Disposal of Warhead Plutonium Awaits Federal Study of Options

AS Pentagon officials grapple with the hazards of unexploded bombs and land mines, the Department of Energy is trying to decide how to dispose of over 10,000 pounds of one of the most powerful explosives on earth - plutonium.

The radioactive substance the department uses to make atomic bombs poses massive security and environmental risks. Only ten pounds are needed to make a crude atomic bomb, and plutonium remains radioactive for 24,000 years.

The Energy Department has spent hundreds of millions of dollars studying the problem, but a final disposal plan is not expected until 1996. Congressional critics say the department's progress has been ``torpid, at best'' and are demanding that the Clinton administration address plutonium disposal immediately.

``Excess weapons plutonium, particularly in the former Soviet states, is a national security problem for the United States of utmost concern,'' Senator J. Bennett Johnston (D) of Louisiana said during Senate hearings on the issue last month. ``Stringent safeguards are needed to make sure that none of this material falls into the wrong hands.''

Energy Secretary Hazel O'Leary said in an interview that no final decision will be made until a legally mandated study of the environmental impact of plutonium disposal is completed in March 1995. ``We will have a broad display of technical options and locations available [then],'' Secretary O'Leary said. ``You don't want to spend money until you're clear what avenue you are following.''

The department is considering temporarily storing its excess plutonium on military bases for the next 10 to 20 years. Experts estimate that storing and guarding the plutonium for 10 years will cost $2 billion to $3 billion.

O'Leary predicts that a pact reached between the Energy Department and its Russian counterpart will lead to stricter plutonium controls in Russia. Spurred by post-cold war disarmament, the US and Russia are believed to have 50 metric tons of excess plutonium each.

``We have just negotiated an agreement to allow [mutual] site inspections,'' O'Leary says, ``which really is the beginning of entering agreements on [plutonium] materials monitoring and control.''

Most excess US plutonium is stored at the Energy Department's Pantex plant near Amarillo, Texas. Some 6,000 plutonium warhead triggers are currently stored at the facility, which dismantles nuclear weapons. O'Leary has agreed to limit plutonium storage at Pantex in the face of legal challenges.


(Assigned task)
Here is a listing. Write it all out again exactly, but not its pictures.
----
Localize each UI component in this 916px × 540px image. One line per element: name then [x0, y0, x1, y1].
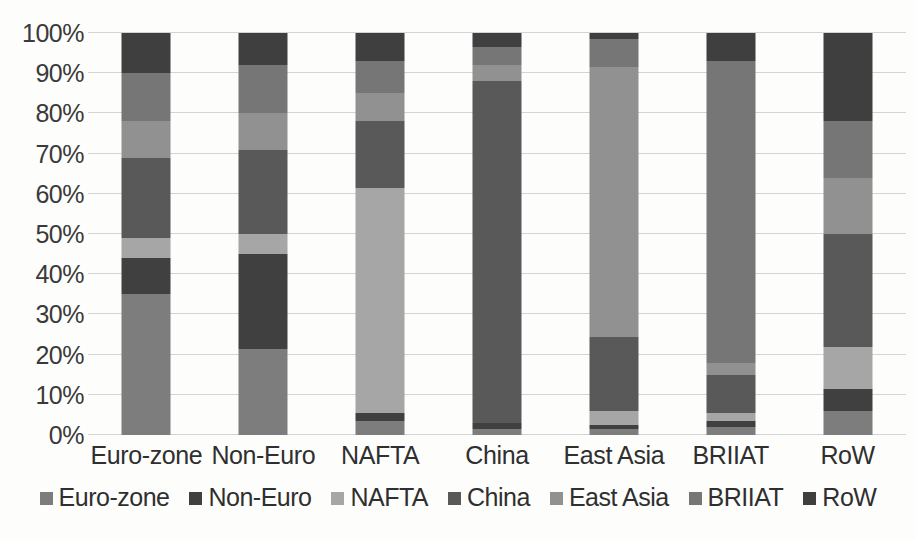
bar-segment[interactable] — [706, 421, 755, 427]
bar-segment[interactable] — [706, 363, 755, 375]
y-axis-tick-label: 80% — [4, 99, 84, 128]
bar-segment[interactable] — [122, 258, 171, 294]
legend-label: RoW — [822, 483, 876, 512]
x-axis-tick-label: Euro-zone — [91, 441, 203, 470]
bar-segment[interactable] — [472, 65, 521, 81]
x-axis-tick-label: East Asia — [564, 441, 665, 470]
bar-segment[interactable] — [589, 425, 638, 429]
plot-area — [88, 33, 906, 435]
y-axis-tick-label: 20% — [4, 340, 84, 369]
legend-label: NAFTA — [350, 483, 428, 512]
bar-segment[interactable] — [823, 347, 872, 389]
bar-segment[interactable] — [239, 65, 288, 113]
bar-segment[interactable] — [356, 421, 405, 435]
legend-swatch-icon — [448, 492, 461, 505]
x-axis-tick-label: NAFTA — [341, 441, 419, 470]
legend-label: East Asia — [569, 483, 669, 512]
legend-item[interactable]: NAFTA — [331, 483, 428, 512]
stacked-bar-chart: 0%10%20%30%40%50%60%70%80%90%100% Euro-z… — [0, 0, 916, 540]
bar-segment[interactable] — [472, 423, 521, 429]
y-axis-tick-label: 0% — [4, 421, 84, 450]
stacked-bar[interactable] — [823, 33, 872, 435]
bar-segment[interactable] — [823, 178, 872, 234]
bar-segment[interactable] — [122, 238, 171, 258]
y-axis-tick-label: 100% — [4, 19, 84, 48]
bar-segment[interactable] — [239, 113, 288, 149]
bar-group — [789, 33, 906, 435]
legend-label: BRIIAT — [708, 483, 784, 512]
bar-segment[interactable] — [356, 121, 405, 187]
bar-segment[interactable] — [472, 33, 521, 47]
bar-segment[interactable] — [706, 427, 755, 435]
y-axis-tick-label: 30% — [4, 300, 84, 329]
bar-segment[interactable] — [589, 411, 638, 425]
legend-item[interactable]: BRIIAT — [689, 483, 784, 512]
bar-segment[interactable] — [589, 429, 638, 435]
bar-segment[interactable] — [823, 389, 872, 411]
bar-group — [322, 33, 439, 435]
bar-segment[interactable] — [706, 413, 755, 421]
bar-segment[interactable] — [472, 47, 521, 65]
bar-segment[interactable] — [356, 33, 405, 61]
bar-segment[interactable] — [356, 93, 405, 121]
stacked-bar[interactable] — [122, 33, 171, 435]
y-axis: 0%10%20%30%40%50%60%70%80%90%100% — [0, 33, 84, 435]
x-axis-tick-label: Non-Euro — [211, 441, 315, 470]
bar-segment[interactable] — [823, 234, 872, 347]
x-axis-tick-label: RoW — [820, 441, 874, 470]
bar-segment[interactable] — [472, 81, 521, 423]
stacked-bar[interactable] — [356, 33, 405, 435]
bar-segment[interactable] — [239, 33, 288, 65]
bar-segment[interactable] — [122, 73, 171, 121]
bar-group — [555, 33, 672, 435]
x-axis-tick-label: BRIIAT — [693, 441, 769, 470]
bar-segment[interactable] — [823, 411, 872, 435]
bar-segment[interactable] — [589, 337, 638, 411]
bar-segment[interactable] — [356, 188, 405, 413]
legend-item[interactable]: RoW — [803, 483, 876, 512]
x-axis-tick-label: China — [465, 441, 528, 470]
legend-label: Euro-zone — [59, 483, 170, 512]
bar-segment[interactable] — [823, 121, 872, 177]
legend-item[interactable]: Euro-zone — [40, 483, 170, 512]
y-axis-tick-label: 90% — [4, 59, 84, 88]
legend-label: China — [467, 483, 530, 512]
legend-item[interactable]: China — [448, 483, 530, 512]
stacked-bar[interactable] — [706, 33, 755, 435]
x-axis: Euro-zoneNon-EuroNAFTAChinaEast AsiaBRII… — [88, 441, 906, 475]
bar-segment[interactable] — [122, 158, 171, 238]
bar-segment[interactable] — [239, 150, 288, 234]
stacked-bar[interactable] — [589, 33, 638, 435]
bar-segment[interactable] — [356, 413, 405, 421]
legend-item[interactable]: Non-Euro — [189, 483, 311, 512]
bar-segment[interactable] — [823, 33, 872, 121]
y-axis-tick-label: 60% — [4, 179, 84, 208]
legend-swatch-icon — [189, 492, 202, 505]
bar-group — [672, 33, 789, 435]
bar-segment[interactable] — [706, 61, 755, 363]
bar-segment[interactable] — [589, 67, 638, 336]
bar-segment[interactable] — [589, 33, 638, 39]
legend-swatch-icon — [550, 492, 563, 505]
bar-segment[interactable] — [706, 33, 755, 61]
chart-legend: Euro-zoneNon-EuroNAFTAChinaEast AsiaBRII… — [0, 483, 916, 523]
y-axis-tick-label: 70% — [4, 139, 84, 168]
legend-label: Non-Euro — [208, 483, 311, 512]
legend-item[interactable]: East Asia — [550, 483, 669, 512]
bar-segment[interactable] — [122, 33, 171, 73]
stacked-bar[interactable] — [472, 33, 521, 435]
bar-segment[interactable] — [122, 121, 171, 157]
bar-segment[interactable] — [122, 294, 171, 435]
legend-swatch-icon — [803, 492, 816, 505]
bar-group — [88, 33, 205, 435]
bar-segment[interactable] — [239, 254, 288, 348]
stacked-bar[interactable] — [239, 33, 288, 435]
bar-segment[interactable] — [706, 375, 755, 413]
bar-segment[interactable] — [239, 234, 288, 254]
bar-segment[interactable] — [472, 429, 521, 435]
bar-segment[interactable] — [589, 39, 638, 67]
legend-swatch-icon — [689, 492, 702, 505]
bar-segment[interactable] — [239, 349, 288, 435]
bar-segment[interactable] — [356, 61, 405, 93]
bar-group — [439, 33, 556, 435]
----
(Task output)
Localize each UI component in this 916px × 540px image. One line per element: name then [x0, y0, x1, y1].
bar-segment[interactable] — [706, 421, 755, 427]
bar-segment[interactable] — [706, 363, 755, 375]
y-axis-tick-label: 80% — [4, 99, 84, 128]
bar-segment[interactable] — [122, 258, 171, 294]
legend-label: RoW — [822, 483, 876, 512]
x-axis-tick-label: Euro-zone — [91, 441, 203, 470]
bar-segment[interactable] — [472, 65, 521, 81]
x-axis-tick-label: East Asia — [564, 441, 665, 470]
bar-segment[interactable] — [589, 425, 638, 429]
plot-area — [88, 33, 906, 435]
y-axis-tick-label: 20% — [4, 340, 84, 369]
legend-label: NAFTA — [350, 483, 428, 512]
bar-segment[interactable] — [823, 347, 872, 389]
bar-segment[interactable] — [239, 65, 288, 113]
bar-segment[interactable] — [356, 421, 405, 435]
legend-swatch-icon — [448, 492, 461, 505]
x-axis-tick-label: NAFTA — [341, 441, 419, 470]
legend-label: East Asia — [569, 483, 669, 512]
legend-item[interactable]: NAFTA — [331, 483, 428, 512]
stacked-bar-chart: 0%10%20%30%40%50%60%70%80%90%100% Euro-z… — [0, 0, 916, 540]
bar-segment[interactable] — [472, 423, 521, 429]
y-axis-tick-label: 0% — [4, 421, 84, 450]
stacked-bar[interactable] — [823, 33, 872, 435]
bar-segment[interactable] — [823, 178, 872, 234]
bar-segment[interactable] — [122, 238, 171, 258]
y-axis-tick-label: 100% — [4, 19, 84, 48]
bar-segment[interactable] — [239, 113, 288, 149]
bar-group — [789, 33, 906, 435]
legend-label: BRIIAT — [708, 483, 784, 512]
bar-segment[interactable] — [356, 121, 405, 187]
bar-segment[interactable] — [472, 33, 521, 47]
bar-segment[interactable] — [706, 427, 755, 435]
y-axis-tick-label: 30% — [4, 300, 84, 329]
bar-segment[interactable] — [589, 411, 638, 425]
legend-item[interactable]: BRIIAT — [689, 483, 784, 512]
bar-segment[interactable] — [589, 429, 638, 435]
bar-segment[interactable] — [823, 389, 872, 411]
bar-group — [322, 33, 439, 435]
bar-segment[interactable] — [706, 413, 755, 421]
bar-segment[interactable] — [472, 47, 521, 65]
bar-segment[interactable] — [356, 33, 405, 61]
bar-segment[interactable] — [356, 93, 405, 121]
stacked-bar[interactable] — [122, 33, 171, 435]
y-axis: 0%10%20%30%40%50%60%70%80%90%100% — [0, 33, 84, 435]
x-axis-tick-label: Non-Euro — [211, 441, 315, 470]
bar-segment[interactable] — [823, 234, 872, 347]
x-axis-tick-label: RoW — [820, 441, 874, 470]
bar-segment[interactable] — [472, 81, 521, 423]
stacked-bar[interactable] — [356, 33, 405, 435]
bar-segment[interactable] — [239, 33, 288, 65]
bar-segment[interactable] — [122, 73, 171, 121]
bar-group — [555, 33, 672, 435]
x-axis-tick-label: BRIIAT — [693, 441, 769, 470]
bar-segment[interactable] — [823, 411, 872, 435]
bar-segment[interactable] — [589, 337, 638, 411]
bar-segment[interactable] — [356, 188, 405, 413]
legend-item[interactable]: RoW — [803, 483, 876, 512]
x-axis-tick-label: China — [465, 441, 528, 470]
legend-label: Euro-zone — [59, 483, 170, 512]
bar-segment[interactable] — [823, 121, 872, 177]
legend-item[interactable]: Euro-zone — [40, 483, 170, 512]
y-axis-tick-label: 90% — [4, 59, 84, 88]
legend-label: China — [467, 483, 530, 512]
legend-item[interactable]: China — [448, 483, 530, 512]
stacked-bar[interactable] — [706, 33, 755, 435]
x-axis: Euro-zoneNon-EuroNAFTAChinaEast AsiaBRII… — [88, 441, 906, 475]
bar-segment[interactable] — [122, 158, 171, 238]
bar-segment[interactable] — [239, 150, 288, 234]
stacked-bar[interactable] — [589, 33, 638, 435]
bar-segment[interactable] — [356, 413, 405, 421]
legend-item[interactable]: Non-Euro — [189, 483, 311, 512]
bar-segment[interactable] — [823, 33, 872, 121]
y-axis-tick-label: 60% — [4, 179, 84, 208]
legend-swatch-icon — [189, 492, 202, 505]
bar-group — [672, 33, 789, 435]
bar-segment[interactable] — [706, 61, 755, 363]
bar-segment[interactable] — [589, 67, 638, 336]
bar-segment[interactable] — [589, 33, 638, 39]
legend-swatch-icon — [550, 492, 563, 505]
bar-segment[interactable] — [706, 33, 755, 61]
chart-legend: Euro-zoneNon-EuroNAFTAChinaEast AsiaBRII… — [0, 483, 916, 523]
y-axis-tick-label: 70% — [4, 139, 84, 168]
legend-label: Non-Euro — [208, 483, 311, 512]
legend-item[interactable]: East Asia — [550, 483, 669, 512]
bar-segment[interactable] — [122, 33, 171, 73]
stacked-bar[interactable] — [472, 33, 521, 435]
bar-segment[interactable] — [122, 121, 171, 157]
bar-segment[interactable] — [122, 294, 171, 435]
legend-swatch-icon — [803, 492, 816, 505]
bar-group — [88, 33, 205, 435]
bar-segment[interactable] — [239, 254, 288, 348]
stacked-bar[interactable] — [239, 33, 288, 435]
bar-segment[interactable] — [706, 375, 755, 413]
bar-segment[interactable] — [239, 234, 288, 254]
bar-segment[interactable] — [472, 429, 521, 435]
bar-segment[interactable] — [589, 39, 638, 67]
legend-swatch-icon — [689, 492, 702, 505]
bar-segment[interactable] — [239, 349, 288, 435]
bar-segment[interactable] — [356, 61, 405, 93]
bar-group — [439, 33, 556, 435]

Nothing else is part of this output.